The Old Vic: In Camera
Ah, the joy of live performance! Well, not exactly live, perhaps, but through a single camera focus the Old Vic’s In Camera series is effectively bringing culture-starved audiences as close to that much-missed experience as is humanly possible.
As the Zoom technology ticks towards zero, one has a distinct sense of being part of a large and expectant virtual audience. Normal conventions are observed: the front-of-house announcements, the bell ringing for five, three and one minute, the murmur of the assembled crowd, dying abruptly in that magical moment when the silent spell descends.

The theatre’s latest offering is Faith Healer, Brian Friel’s monumental quartet of monologues swirling around the dubious career of Francis Hardy, a charismatic peripatetic healer and the two hapless individuals who share his life.
Who could forget Donal McCann’s fulminating incarnation of a character of which, in the Abbey’s 1980 production (and subsequent 1990 revival), he took total ownership.
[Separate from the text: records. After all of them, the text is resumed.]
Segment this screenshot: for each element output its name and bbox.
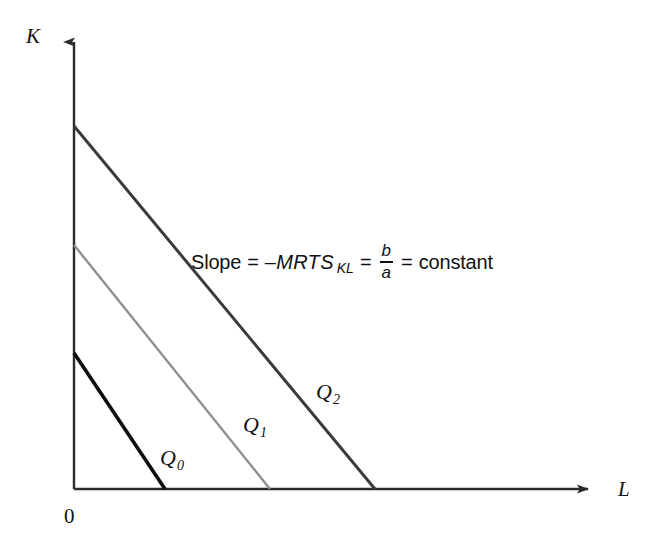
- mrts-term: MRTS: [276, 251, 334, 274]
- isoquant-q0-label-subscript: 0: [177, 458, 184, 473]
- slope-annotation: Slope = –MRTSKL = b a = constant: [191, 243, 493, 283]
- isoquant-q0-label: Q0: [160, 447, 183, 469]
- isoquant-q1-label-subscript: 1: [260, 425, 267, 440]
- minus-sign: –: [265, 251, 276, 274]
- isoquant-q2-label: Q2: [316, 381, 339, 403]
- isoquant-q1-label: Q1: [243, 414, 266, 436]
- isoquant-q2-label-subscript: 2: [333, 392, 340, 407]
- isoquant-q0-label-base: Q: [160, 445, 176, 470]
- isoquant-q1-label-base: Q: [243, 412, 259, 437]
- isoquant-q2-line: [74, 126, 375, 489]
- origin-label: 0: [64, 506, 75, 527]
- isoquant-figure: K L 0 Q0 Q1 Q2 Slope = –MRTSKL = b a = c…: [0, 0, 656, 551]
- equals-sign-2: =: [354, 251, 378, 274]
- b-over-a-fraction: b a: [378, 242, 395, 282]
- fraction-denominator: a: [380, 263, 393, 282]
- constant-word: constant: [419, 251, 493, 274]
- k-axis-label: K: [26, 26, 40, 47]
- isoquant-q2-label-base: Q: [316, 379, 332, 404]
- mrts-subscript: KL: [334, 260, 354, 276]
- equals-sign-3: =: [395, 251, 419, 274]
- isoquant-q0-line: [74, 353, 165, 489]
- slope-word: Slope: [191, 251, 241, 274]
- fraction-numerator: b: [380, 242, 393, 261]
- l-axis-label: L: [618, 479, 630, 500]
- equals-sign-1: =: [241, 251, 265, 274]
McCann once admitted that acting was something he could do but that it frightened him because he was very good at it. He thought that Faith Healer would put ‘the tin hat’ on him because, standing on stage delivering Friel’s lines night after night, it became part of him. He came to feel and understand profoundly what the play meant. Indeed, Friel himself declared that hearing the play through McCann’s voice had clarified certain sections of it for him.
Even in these stripped-back, unnatural conditions, Michael Sheen’s will endure as one of the finest performances of this challenging, disturbing role. It demands to come into a full production when normality returns.
With his long, curly hair slicked back, his greying beard bristling, an exaggerated swagger and a knowing twinkle in his eye, Sheen fully lives up to The Fantastic Francis Hardy billing on his grubby publicity poster. He is a conman, a dissembler, who, of his own admission, does what he does simply because he can.
The ‘fantastic’ superlative is the invention of his devoted manager Teddy (David Threlfall), an old school show-biz promoter who lives for and through his stable of bizarre, small-time performers, whether Rob Roy the piping whippet or the pitiful Miss Mulatto and her pigeons. In Francis Hardy he is in no doubt that he has struck gold.
Friel is the master of creating recurring dramatic motifs, which endow each play with a distinctive identity: the split personality of Gar O’Donnell in Philadelphia, Here I Come!, the dance metaphor of Dancing at Lughnasa, the bilingual dialogue of Translations. Here it is the repeated recitation of the small, dying towns of Wales and Scotland, where Hardy has shamelessly plied his dangerous trade.
Sheen unleashes on them the full welly of his native Welsh musicality, rolling through every vowel and consonant: Llanblethian, Llanfyllin, Cwmllynfell, Aberaeron, Aberdaron. He is sure-footed, eloquent and boastful, revelling in the lives he has invaded before stumbling slightly over the mention of the Scottish town of Kinlochbervie, scene of a terrible personal tragedy.
Indira Varma’s quiet, beautifully understated intervention as his wife Grace begins to fill in the gaps in Hardy’s mendacious biographical jigsaw. The daughter of an Irish judge, who uses words like ‘mountebank’ and ‘chicanery’ when speaking of his son-in-law, Varma’s Grace is damaged and fragile, voluntarily in thrall to a man who has mistreated and exploited her and yet who has given her some of the happiest times of her life.

In contrast with Varma’s stillness, the cogs are turning at full throttle in Threlfall’s actorly Teddy, reliant on a bottle of booze to help him relive the memories and emotions, which will forever haunt him. He is at his most engaging, when he quaveringly reveals the truth of Grace’s fate, the tender feelings he has harboured for her, the magnificence of Frank’s Llanblethian performance and the drunken night with the wedding guests in Ballybeg (Friel’s fictional Donegal home place), when the faith healer succumbs to his own myth.
Rarely has the play resounded with such power as in the final monologue, when the jigsaw is completed. The precision timing and uncompromising truthfulness of Sheen’s interpretation take the dénouement into terrifying, unearthly territory. As the threatening character of the crippled McGarvey lurks in the darkness, he knows what is to come yet is powerless to evade it. He yearns to confront it. He welcomes it. He leaves us with a triumphant declaration, “I was renouncing chance”.